Closed RafaeNoor closed 2 years ago
Can you clarify what you mean by external function?
If the question is whether it is possible to obtain a concrete solution, apply an unlifted Racket function to the concrete values within the solution, and then use the concrete result in another round of iteration, the answer is “yes”.
This has to be done carefully, or you can get unexpected behaviors. For example, you need to be sure that you are calling the external function on completely concrete values and that the external function is a pure function (so free of any side-effects).
In the workflow I’m considering, the objective function would work as follows.
In the synthesis query, we would add the assert that (cost grammar) < VALUE.
The cost function here would take the concretized expression of grammar and write it to a text files. Then from within Rosette, we would invoke a process to run a Python script which parses the contents of that text files and returns a constant integer value (hence there is file IO being done). The returned constant integer value will be used as the value of the objective function. By external I meant the Python script here being run.
It sounds like there is some issue with the Python pipeline that is introducing non-determinism. The IO alone should be irrelevant here.
To be clear, I’m assuming here that you are using an external function to compute VALUE, and then asserting to Rosette that (cost grammar) < VALUE, where VALUE is a concrete number. If you’re somehow interleaving Rosette and Python computation (?), that could be source of the problem.

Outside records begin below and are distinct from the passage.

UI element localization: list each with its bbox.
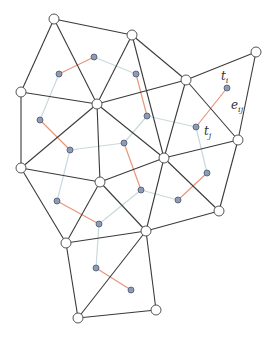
mesh-vertex bbox=[16, 87, 26, 97]
mesh-edge bbox=[146, 211, 219, 231]
dual-edge-kept bbox=[124, 116, 147, 143]
mesh-vertex bbox=[141, 226, 151, 236]
mesh-edge bbox=[97, 104, 100, 182]
mesh-vertex bbox=[251, 47, 261, 57]
dual-node-j bbox=[175, 197, 181, 203]
mesh-vertex bbox=[151, 305, 161, 315]
dual-node-a bbox=[56, 71, 62, 77]
dual-node-k bbox=[54, 198, 60, 204]
dual-node-e bbox=[37, 117, 43, 123]
mesh-edge bbox=[132, 35, 164, 158]
mesh-edge bbox=[78, 231, 146, 318]
label-e-ij-sub: ij bbox=[238, 105, 243, 114]
mesh-edge bbox=[97, 104, 164, 158]
mesh-edge bbox=[164, 158, 219, 211]
dual-node-m bbox=[93, 265, 99, 271]
mesh-vertex bbox=[61, 238, 71, 248]
mesh-edge bbox=[54, 19, 97, 104]
dual-node-n bbox=[128, 287, 134, 293]
dual-node-i bbox=[138, 187, 144, 193]
dual-node-l bbox=[96, 221, 102, 227]
dual-node-f bbox=[67, 147, 73, 153]
dual-node-g bbox=[121, 140, 127, 146]
mesh-edge bbox=[146, 231, 156, 310]
label-e-ij: eij bbox=[231, 99, 243, 114]
mesh-edge bbox=[132, 35, 186, 80]
label-t-i: ti bbox=[221, 70, 228, 85]
mesh-vertex bbox=[214, 206, 224, 216]
label-t-j-sub: j bbox=[209, 131, 211, 140]
mesh-edge bbox=[54, 19, 132, 35]
dual-graph-nodes bbox=[37, 54, 230, 293]
dual-edge-cut bbox=[59, 57, 94, 74]
mesh-edge bbox=[21, 104, 97, 168]
mesh-vertex bbox=[49, 14, 59, 24]
dual-edge-kept bbox=[96, 224, 99, 268]
label-t-i-sub: i bbox=[226, 76, 229, 85]
mesh-edge bbox=[21, 92, 97, 104]
mesh-vertex bbox=[92, 99, 102, 109]
mesh-vertex bbox=[95, 177, 105, 187]
mesh-edge bbox=[66, 243, 78, 318]
mesh-edge bbox=[21, 168, 100, 182]
mesh-edge bbox=[66, 182, 100, 243]
mesh-edge bbox=[21, 19, 54, 92]
dual-edge-kept bbox=[94, 57, 136, 74]
mesh-edge bbox=[238, 52, 256, 140]
dual-edge-cut bbox=[40, 120, 70, 150]
mesh-vertex bbox=[73, 313, 83, 323]
mesh-edge bbox=[97, 80, 186, 104]
dual-node-tj bbox=[193, 124, 199, 130]
mesh-vertex bbox=[159, 153, 169, 163]
mesh-vertex bbox=[127, 30, 137, 40]
mesh-edge bbox=[164, 80, 186, 158]
mesh-vertex bbox=[181, 75, 191, 85]
dual-edge-kept bbox=[141, 190, 178, 200]
dual-node-ti bbox=[224, 85, 230, 91]
mesh-vertex bbox=[16, 163, 26, 173]
dual-edge-cut bbox=[124, 143, 141, 190]
mesh-vertex bbox=[233, 135, 243, 145]
mesh-edge bbox=[66, 231, 146, 243]
dual-edge-kept bbox=[70, 143, 124, 150]
mesh-edges bbox=[21, 19, 256, 318]
dual-node-b bbox=[91, 54, 97, 60]
dual-edge-cut bbox=[96, 268, 131, 290]
mesh-edge bbox=[164, 140, 238, 158]
mesh-edge bbox=[97, 35, 132, 104]
mesh-edge bbox=[146, 158, 164, 231]
mesh-edge bbox=[219, 140, 238, 211]
mesh-edge bbox=[78, 310, 156, 318]
dual-node-d bbox=[144, 113, 150, 119]
dual-node-h bbox=[204, 170, 210, 176]
label-t-j: tj bbox=[204, 125, 211, 140]
mesh-edge bbox=[21, 168, 66, 243]
mesh-diagram: ti eij tj bbox=[0, 0, 273, 339]
dual-node-c bbox=[133, 71, 139, 77]
mesh-edge bbox=[100, 158, 164, 182]
mesh-diagram-svg bbox=[0, 0, 273, 339]
dual-edge-cut bbox=[136, 74, 147, 116]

I’m trying to do the latter, VALUE is a constant value (for example 50), The function invocation (cost grammar) is like you said interleaving rosette and Python code. It is basically a wrapper over the system command in racket .
Unfortunately, that won't work. For the solver to find the minimal cost, it needs to know the definition of the cost function. Otherwise, it has no way of knowing whether a program of cost k
exists for some arbitrary k
, and therefore no way of knowing whether cheaper solutions exist once it finds one solution.

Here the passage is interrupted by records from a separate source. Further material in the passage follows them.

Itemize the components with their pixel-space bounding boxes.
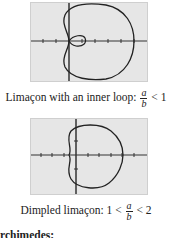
caption-dimpled: Dimpled limaçon: 1 < ab < 2 bbox=[0, 201, 172, 222]
caption-suffix: < 2 bbox=[134, 204, 152, 216]
limacon-inner-loop-plot bbox=[31, 3, 147, 81]
fraction-denominator: b bbox=[126, 212, 133, 222]
fraction-denominator: b bbox=[140, 99, 147, 109]
fraction-a-over-b: ab bbox=[126, 201, 133, 222]
caption-text: Dimpled limaçon: 1 < bbox=[20, 204, 124, 216]
caption-inner-loop: Limaçon with an inner loop: ab < 1 bbox=[0, 88, 172, 109]
dimpled-limacon-plot bbox=[31, 119, 147, 194]
graph-dimpled-limacon bbox=[30, 118, 148, 195]
caption-suffix: < 1 bbox=[148, 91, 166, 103]
section-heading-partial: rchimedes: bbox=[0, 229, 54, 238]
caption-text: Limaçon with an inner loop: bbox=[6, 91, 140, 103]
fraction-a-over-b: ab bbox=[140, 88, 147, 109]
graph-inner-loop-limacon bbox=[30, 2, 148, 82]
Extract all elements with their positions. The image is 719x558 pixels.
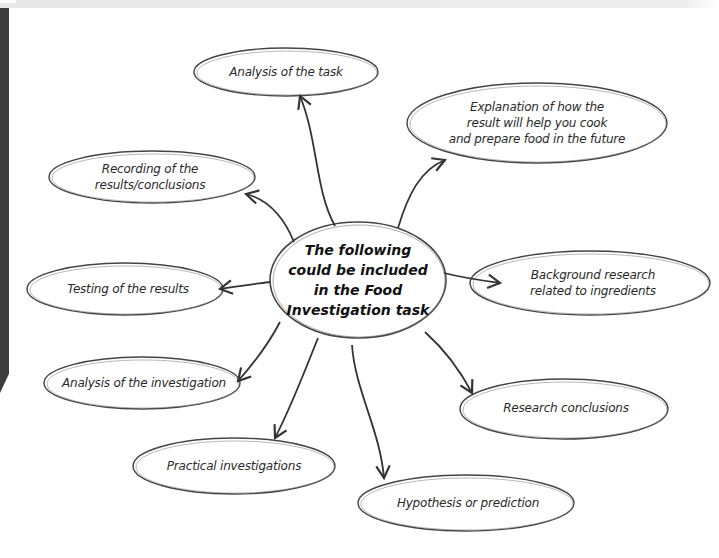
node-hypothesis: Hypothesis or prediction bbox=[397, 495, 539, 511]
node-background: Background research related to ingredien… bbox=[530, 267, 656, 299]
arrow-to-recording bbox=[246, 194, 294, 242]
node-explanation: Explanation of how the result will help … bbox=[449, 99, 626, 147]
node-analysis-investigation: Analysis of the investigation bbox=[62, 375, 226, 391]
node-recording: Recording of the results/conclusions bbox=[95, 161, 206, 193]
node-research-conclusions: Research conclusions bbox=[503, 400, 629, 416]
arrow-to-research-conclusions bbox=[425, 332, 472, 393]
arrow-to-hypothesis bbox=[352, 345, 384, 478]
arrow-to-analysis-investigation bbox=[238, 322, 280, 381]
arrow-to-background bbox=[444, 273, 500, 283]
arrow-to-analysis-task bbox=[300, 96, 335, 226]
node-practical: Practical investigations bbox=[167, 458, 301, 474]
arrow-to-testing bbox=[220, 282, 270, 289]
arrow-to-practical bbox=[275, 338, 318, 438]
node-testing: Testing of the results bbox=[67, 281, 189, 297]
central-topic: The following could be included in the F… bbox=[287, 240, 430, 320]
node-analysis-task: Analysis of the task bbox=[229, 64, 342, 80]
arrow-to-explanation bbox=[398, 160, 445, 228]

Here's one way to look at it: suppose that we happen to know the optimal program has cost 10. While running your algorithm, the solver finds a solution, invokes the external program to compute its cost, and you get back the cost 10. So you add an assertion of (< (cost grammar) 10)
. The problem is now unsatisfiable because 10 is the optimal cost. But the solver now has to prove there is no cheaper program. It can't construct such a proof without knowing something about the definition of the cost function.
The non-determinism you're seeing is probably because the (< (cost grammar) value)
assertion isn't doing what you intend—it would be worth examining exactly what that constraint evaluates to on some simple examples to make sure it's doing the right thing.
To follow up on James’ comment: the cost
function itself must be lifted (encoded in Rosette) for this approach to work. (My understanding was that you were using Python to compute the VALUE integer, which would have been okay.)
Hello!
We are using Rosette for our research work, and as part of that we have been using the
optimize
feature in Rosette for the Z3 solver and providing an objective function. For other solvers where direct optimization is not supported (e.g. Boolector) we iterate by find some sample solutions loss value and then setting that as the ceiling of the loss in the next iteration until no solution exists with a lower loss.For both cases, the objective functions are completely defined in Rosette and they work as expected. I wanted to know if it is possible to have the objective function evaluated as an external function invocation (note this would be some loss function not expressed in Rosette) and returns some loss value opaquely?
I've tried to implement this and testing with both solvers and optimization strategies, it does work towards reducing the loss but it is not the lowest possible loss which we know exists (and is reached when the objective function is defined in rosette). Additionally, executing the same query introduces non-determinism which wasn't happening when the objective function is defined entirely in rosette.
Does Rosette support this type of behaviour? Or do you think it's possibly behaving randomly here?